For reasons of security I am indicating only the first letters of activists’ names.
34.
N., MTST activist, field notes, 14 April 2018, introductory meeting for new activists at the MTST headquarters in São Paulo.
35.
This Portuguese expression is hard to translate. Literally it means ‘ants’ work’, suggesting that it is a collective, slow-paced work.
36.
Z., MTST activist, field notes, 29 April 2018, conversation happened at Marielle Vive.
37.
M., MTST activist, field notes, 15 May 2018, speech delivered before the start of Marielle Vive’s first demonstration.
38.
Tania Murray Li, ‘Governmentality’, Anthropologica 49, no. 2 (2007): 275–94.
39.
Ibid., 275.
40.
Odysseos, ‘Human Rights, Liberal Ontogenesis and Freedom’, 747–72.
41.
Michel Foucault, The History of Sexuality.
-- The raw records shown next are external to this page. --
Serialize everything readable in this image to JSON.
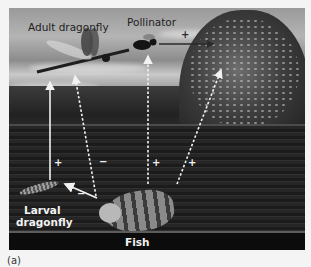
{
  "figure": {
    "caption": "(a)",
    "organisms": {
      "adult_dragonfly": "Adult dragonfly",
      "pollinator": "Pollinator",
      "larval_dragonfly_line1": "Larval",
      "larval_dragonfly_line2": "dragonfly",
      "fish": "Fish"
    },
    "interactions": [
      {
        "from": "Larval dragonfly",
        "to": "Adult dragonfly",
        "style": "solid",
        "sign": "+"
      },
      {
        "from": "Fish",
        "to": "Adult dragonfly",
        "style": "dashed",
        "sign": "−"
      },
      {
        "from": "Fish",
        "to": "Pollinator",
        "style": "dashed",
        "sign": "+"
      },
      {
        "from": "Fish",
        "to": "Plant",
        "style": "dashed",
        "sign": "+"
      },
      {
        "from": "Fish",
        "to": "Larval dragonfly",
        "style": "solid",
        "sign": "−"
      },
      {
        "from": "Pollinator",
        "to": "Plant",
        "style": "solid",
        "sign": "+"
      }
    ],
    "signs": {
      "larval_to_adult": "+",
      "fish_to_adult": "−",
      "fish_to_pollinator": "+",
      "fish_to_plant": "+",
      "fish_to_larval": "−",
      "pollinator_to_plant": "+"
    },
    "colors": {
      "arrow": "#f2f2f2",
      "label_dark": "#1e1e1e",
      "label_light": "#f2f2f2"
    }
  }
}
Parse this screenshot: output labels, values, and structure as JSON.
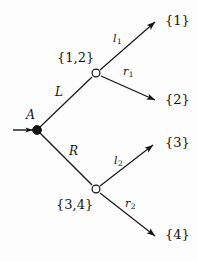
{
  "figure": {
    "type": "decision-tree-diagram",
    "background_color": "#fdfdfd",
    "ink_color": "#141414",
    "width": 197,
    "height": 262
  },
  "nodes": {
    "root": {
      "label": "ᴀ",
      "display_label": "A",
      "style": "filled-circle",
      "x": 37,
      "y": 130
    },
    "upper_decision": {
      "label": "{1,2}",
      "style": "open-circle",
      "x": 96,
      "y": 73
    },
    "lower_decision": {
      "label": "{3,4}",
      "style": "open-circle",
      "x": 96,
      "y": 189
    }
  },
  "outcomes": [
    {
      "label": "{1}",
      "x": 165,
      "y": 14
    },
    {
      "label": "{2}",
      "x": 165,
      "y": 93
    },
    {
      "label": "{3}",
      "x": 165,
      "y": 136
    },
    {
      "label": "{4}",
      "x": 165,
      "y": 228
    }
  ],
  "edges": {
    "root_upper": {
      "label": "L"
    },
    "root_lower": {
      "label": "R"
    },
    "upper_left": {
      "label": "l",
      "subscript": "1"
    },
    "upper_right": {
      "label": "r",
      "subscript": "1"
    },
    "lower_left": {
      "label": "l",
      "subscript": "2"
    },
    "lower_right": {
      "label": "r",
      "subscript": "2"
    }
  },
  "entry_arrow": {
    "name": "initial-state-arrow",
    "from_x": 13,
    "to_x": 33,
    "y": 130
  }
}
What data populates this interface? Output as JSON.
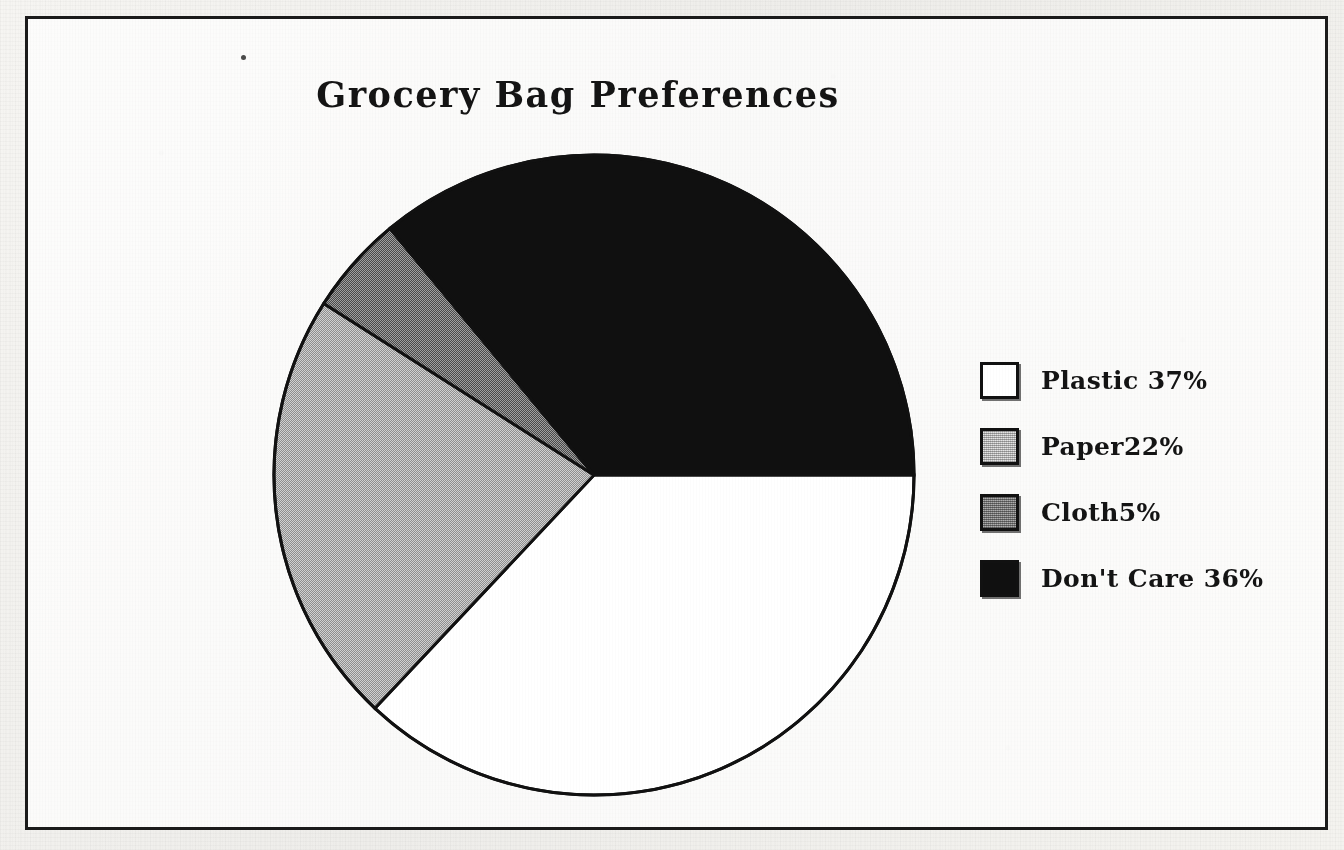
{
  "document": {
    "background_color": "#f4f3f0",
    "frame_color": "#1b1b1b",
    "stray_mark_name": "scan-speck"
  },
  "chart_data": {
    "type": "pie",
    "title": "Grocery Bag Preferences",
    "xlabel": "",
    "ylabel": "",
    "grid": false,
    "legend_position": "right",
    "start_angle_deg": 0,
    "direction": "clockwise",
    "categories": [
      "Plastic",
      "Paper",
      "Cloth",
      "Don't Care"
    ],
    "values": [
      37,
      22,
      5,
      36
    ],
    "unit": "%",
    "slices": [
      {
        "label": "Plastic",
        "value": 37,
        "percent_text": "37%",
        "color": "#ffffff",
        "fill_style": "solid-white",
        "start_deg": 0,
        "end_deg": 133.2
      },
      {
        "label": "Paper",
        "value": 22,
        "percent_text": "22%",
        "color": "#c6c6c6",
        "fill_style": "light-dither",
        "start_deg": 133.2,
        "end_deg": 212.4
      },
      {
        "label": "Cloth",
        "value": 5,
        "percent_text": "5%",
        "color": "#8b8b8b",
        "fill_style": "dark-dither",
        "start_deg": 212.4,
        "end_deg": 230.4
      },
      {
        "label": "Don't Care",
        "value": 36,
        "percent_text": "36%",
        "color": "#101010",
        "fill_style": "solid-black",
        "start_deg": 230.4,
        "end_deg": 360
      }
    ],
    "legend": [
      {
        "label": "Plastic 37%",
        "swatch": "white"
      },
      {
        "label": "Paper22%",
        "swatch": "light-gray"
      },
      {
        "label": "Cloth5%",
        "swatch": "dark-gray"
      },
      {
        "label": "Don't Care 36%",
        "swatch": "black"
      }
    ]
  },
  "geometry": {
    "center_x": 322,
    "center_y": 322,
    "radius": 320
  }
}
Volume I: An Introduction (New York: Pantheon Books, 1978), 125–7.
42.
Golder, Foucault and the Politics of Rights.
43.
F., MTST activist, field notes, 15 May 2018, speech delivered before the start of Marielle Vive’s first demonstration.
44.
See Judith Revel, ‘Between Politics and Ethics: The Question of Subjectivation’, in Foucault and the Making of Subjects, eds. Laura Cremonesi et al., (Lanham: Rowman & Littlefield International, 2016), 163–74.
45.
Cesare Di Feliciantonio, ‘Subjectification in Times of Indebtedness and Neoliberal/Austerity Urbanism’, Antipode 48, no. 5 (2016): 1206–27.
46.
According to the Brazilian political scientist André Singer, after more than ten years of PT governments, 40 million people in the country improved their socio-economic condition. However, dissenting from mainstream analyses, he conceptualises this social improvement as a move from ‘sub-proletariat’ to ‘proletariat’. I believe this is the case of the people who join MTST occupation, although – because of the recent economic crisis and the Temer’s right-wing policies – the conditions of the Brazilian proletariat deteriorated. See André Singer, ‘Quatro notas sobre as classes sociais nos dez anos de Lulismo’ [Four Notes about Social Classes during the Ten Years of Lulismo], Psicologia USP 26, no. 1 (2015): 7–14.
47.
D., MTST activist, interview with the author, occupation Marielle Vive, 22 July 2018.
48.
I prefer to use Di Feliciantonio’s term ‘subjectification’ over Revel’s term ‘subjectivation’.
49.
Revel, ‘Between Politics and Ethics’, 166–7.
50.
Laura Cremonesi et al., ‘Introduction: Rethinking Autonomy between Subjection and Subjectivation’, in Foucault and the Making of Subjects, eds. Laura Cremonesi et al., (Lanham: Rowman & Littlefield International, 2016), 7.
51.
Ibid., 8.
52.
Revel, ‘Between Politics and Ethics’, 167.
53.
Di Feliciantonio, ‘Subjectification’, 1207.
54.
Ibid., 1221–22.
55.
D., MTST activist, interview with the author, occupation Marielle Vive, 22 July 2018.
56.
Meeting at Marielle Vive to organise the MTST Youth Camp, 9 July 2018.
57.
Meeting organised by MTST’s Political Educational Brigade at Marielle Vive, 28 May 2018.
58.
This is not to decrease the importance of individual housing for MTST activists: getting proper housing is, by itself, an incredible victory which is only possible because of years of tireless struggle.
59.
F., MTST activist, field notes, 16 May 2018, speech delivered during Marielle Vive’s assembly the day after the first demonstration.